On Amazon, different editions hover around 4.6 out of 5 stars, based on hundreds of reviews. Readers often say the book helped them handle anxiety about public speaking, career moves, and social situations, and that the ACT tools are simple enough to actually use. A common critique is that some ideas feel repetitive, but even those reviewers usually admit that repetition made the main points stick.

Final Thoughts

For me, the biggest gift of The Confidence Gap is that it takes the drama out of confidence. I don’t have to become a different personality type or erase all fear from my system. I just need to keep running the “Do It Scared Loop”: notice my thoughts, name the story, normalize the fear, and pick the next tiny values-based step.

If you use this summary as a starting point and actually test the ideas in your own life, you’ll get more than a nice quote or two.
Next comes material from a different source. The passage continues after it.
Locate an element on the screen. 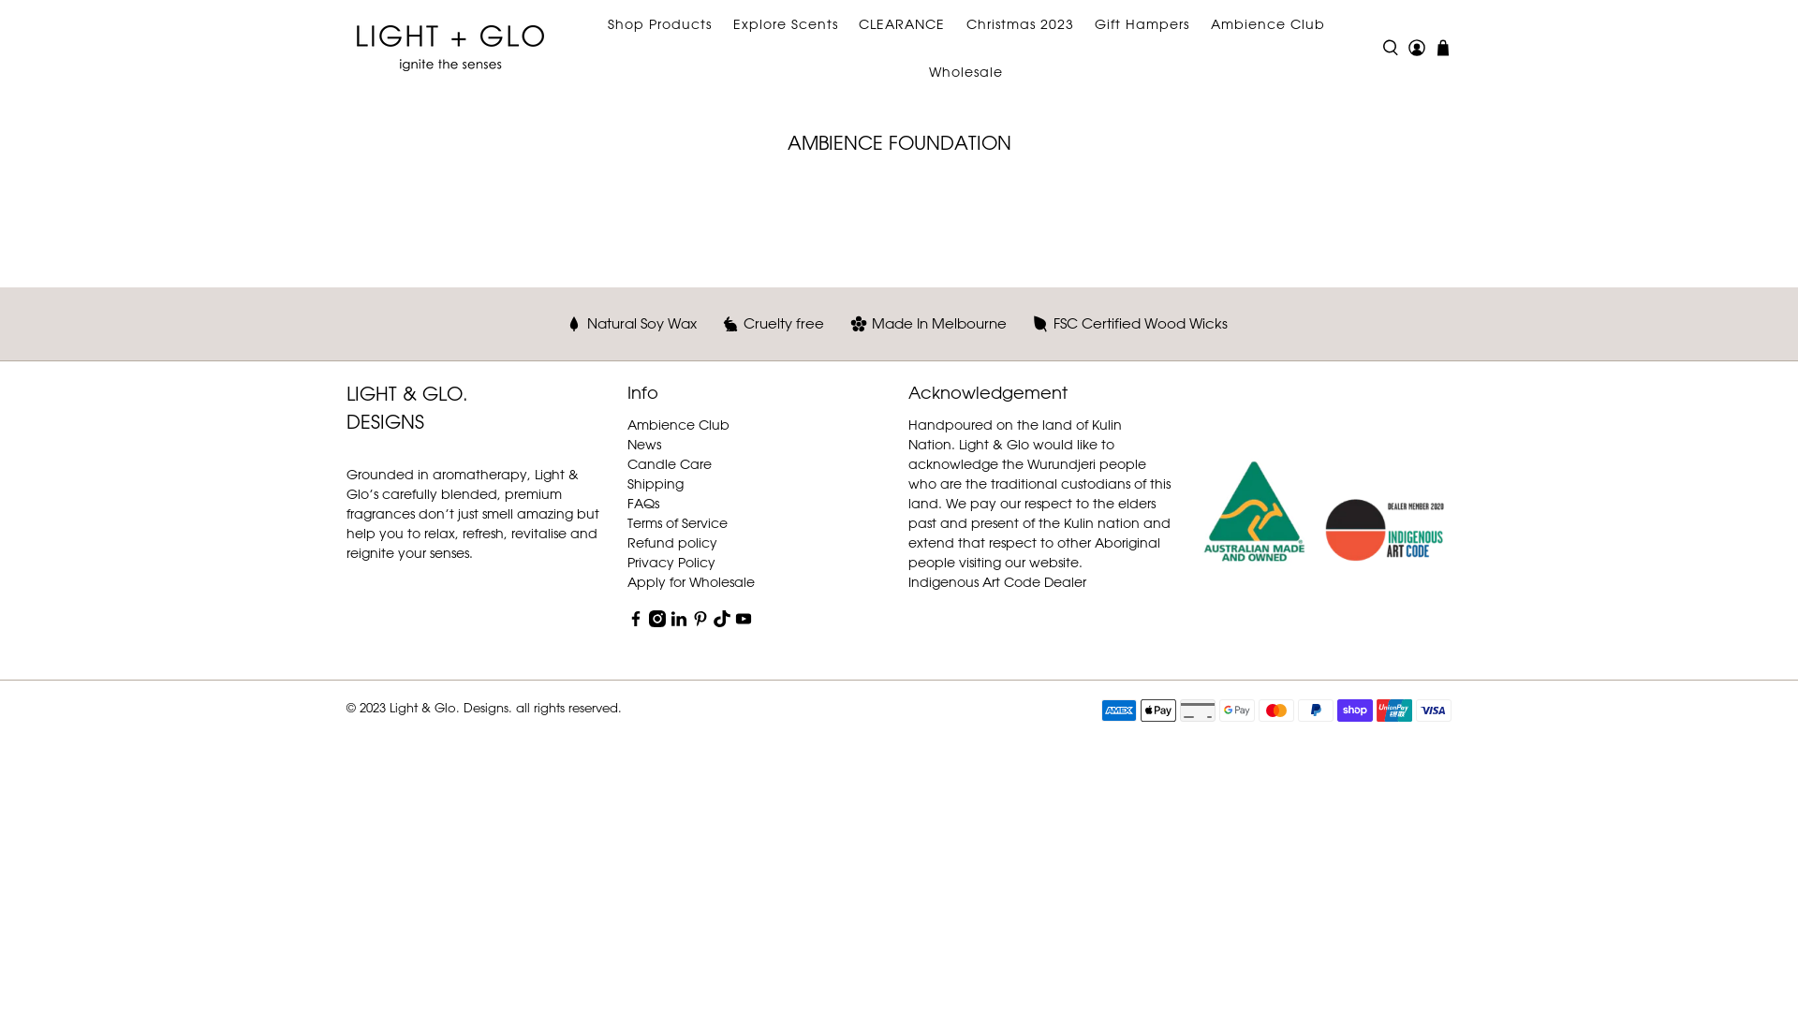 The image size is (1798, 1011). Refund policy is located at coordinates (672, 541).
You’ll start to see that fear and self-doubt don’t have to be reasons to stop; they can be passengers you carry while you move toward what matters. That, to me, is what genuine confidence really looks like: showing up, scared and human, and doing the things that make your life bigger anyway.

Maya Redding - Author

About Maya Redding

I'm Maya, and I started reading books like The Confidence Gap during a season when fear and second-guessing ruled my choices. Learning ACT tools and practicing “doing it scared” completely changed how I approach work, relationships, and creative projects. I summarize the books that genuinely helped me, hoping they might give you the same gentle push they gave me.

Ready to Close Your Own Confidence Gap?

If this summary resonated with you, the full book is worth reading slowly, with a notebook and a few real-life challenges in mind. You can use it as a guide to keep practicing the skills of genuine confidence, defusion, expansion, engagement, and values-based action.